Petitions not enough to end homelessness

Bishop Jane Alexander shares her diocese’s “painful” experience when it got involved in Housing First and the City of Edmonton’s 10-year plan to end homelessness in the city. Photo: Marites N. Sison
Bishop Jane Alexander shares her diocese’s “painful” experience when it got involved in Housing First and the City of Edmonton’s 10-year plan to end homelessness in the city. Photo: Marites N. Sison
Published November 21, 2013

Mississauga, Ont.

One’s commitment to a cause-such as ending homelessness-may start with issuing a statement or signing a petition, but it doesn’t and shouldn’t end there, said Anglican diocese of Edmonton Bishop Jane Alexander.

“If you sign that statement, you have to stand behind it and you’ve got to be prepared to stand up and be counted,” Alexander told members of Council of General Synod (CoGS), the Anglican Church of Canada’s governing body between General Synods, during its meeting here Nov. 14 to 17. “And you have to actually be prepared to stand up to your neighbours and say, ‘Who are you to tell us who can live in our neighbourhood?’ ”

Alexander offered the advice after speaking about her diocese’s “painful” experience when it got involved in Housing First and the City of Edmonton’s 10-year plan to end homelessness in the city. Alexander spoke in the context of a progress report made to CoGS by Henriette Thompson, General Synod’s public witness co-ordinator for social and ecological justice, about efforts across the church to follow through on the Anglican and Lutheran churches’ Joint Declaration on Housing and Homelessness.

Edmonton diocese, wishing to put into practice a 2011 interfaith statement’s call to end homelessness and provide affordable housing-to which it was a signatory-had entered into a memorandum of understanding with Jasper Place Health and Wellness to build a 60-unit building next to Holy Trinity Riverbend Church in Terwillegar Towne, in southwest Edmonton.

Last November 5, the diocese announced it was withdrawing from the project, and Alexander told the local media that the community consultation process had been “deeply flawed” and the project could not be successful in its current form. “We don’t think it’s the right project at the right time,” she had said, adding that the diocese remained committed to “doing something with that land that will help us to commit to our responsibility in the 10-year plan to end homelessness…”

The church wasn’t caving in to community pressure from “10 per cent or so of the community that have lobbied, bullied and spoken most loudly and aggressively against any such project,” Alexander told members of her diocese in a letter sent ahead of the announcement. “This is not the case. There are problems with the project and we do not believe that it has any chance of succeeding in its current form. We have now completed our due diligence on the proposal and cannot support it.” She asked for the diocese’s patience, saying, “there will be a project on the land and it will further your vision for an inclusive and just community.”

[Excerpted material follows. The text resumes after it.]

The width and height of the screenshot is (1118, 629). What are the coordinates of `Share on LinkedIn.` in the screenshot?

Alexander shared with CoGS what the “enormous pushback” from some members of the Terwillegar community was like. “I had a meeting with the community and it was painful,” she said, noting such comments as, “No way, not here. What’s going to happen to my property value? I came here to get away from people like that.”

The church also had to deal with “bullying, lobbying, threats of violence, threats of disrupting church services,” she said. Some graffiti was sprayed on its property with the words, “No homeless.”

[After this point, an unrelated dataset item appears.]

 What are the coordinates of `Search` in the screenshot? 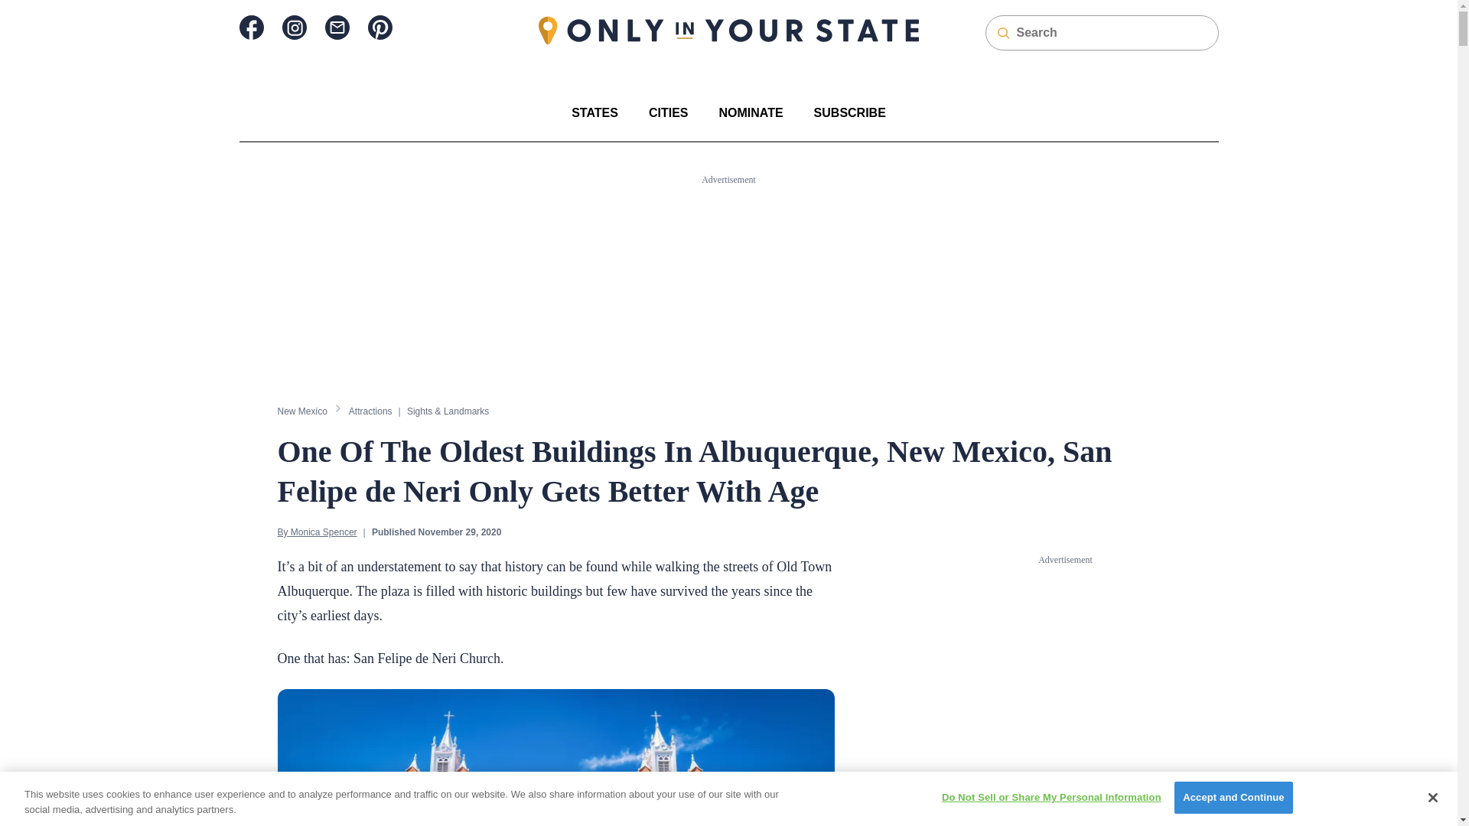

Alexander told CoGS members that they need to be ready for “awful things,” including venomous language from opponents. “If you’re going to do it [launch projects to end homelessness], please be ready.”

But as painful as the experience was, Alexander said, “it’s good work.” She added that other programs of the diocese continue, including one that teaches people in the church to be good neighbours and not to treat the homeless and the poor as projects to be worked with.

Thompson, for her part, explained the principles and goals of Housing First. The initial goal is to offer homeless people a place to live according to their needs and choices, and to offer them services that will meet these needs.

While another goal is to offer support so that they can be self-sufficient and participate fully in society, Housing First also operates on the principle of “changing the system, not the person,” she added.

Thompson also told CoGS that postcards urging Canada’s premiers to establish a housing strategy that addresses homelessness-which were signed at the Joint Assembly in July-were delivered on Aug. 15.

At the Joint Assembly, the Anglican Church of Canada and the Evangelical Lutheran Church in Canada had signed a declaration committing their members to “advocate for renewed federal funding.” They also called for

an “integrated national collaborative strategy and greater accountability on the part of provinces and municipalities” in addressing homelessness and substandard housing.

“As we look across Canada, we are disturbed by the reality that around 400,000 people are without a healthy place to live and that homelessness has continued to increase despite years of unprecedented economic growth and prosperity in our country,” the declaration states.

 

Author

  • Marites N. Sison

    Marites (Tess) Sison was editor of the Anglican Journal from August 2014 to July 2018, and senior staff writer from December 2003 to July 2014. An award-winning journalist, she has more that three decades of professional journalism experience in Canada and overseas. She has contributed to The Toronto Star and CBC Radio, and worked as a stringer for The New York Times.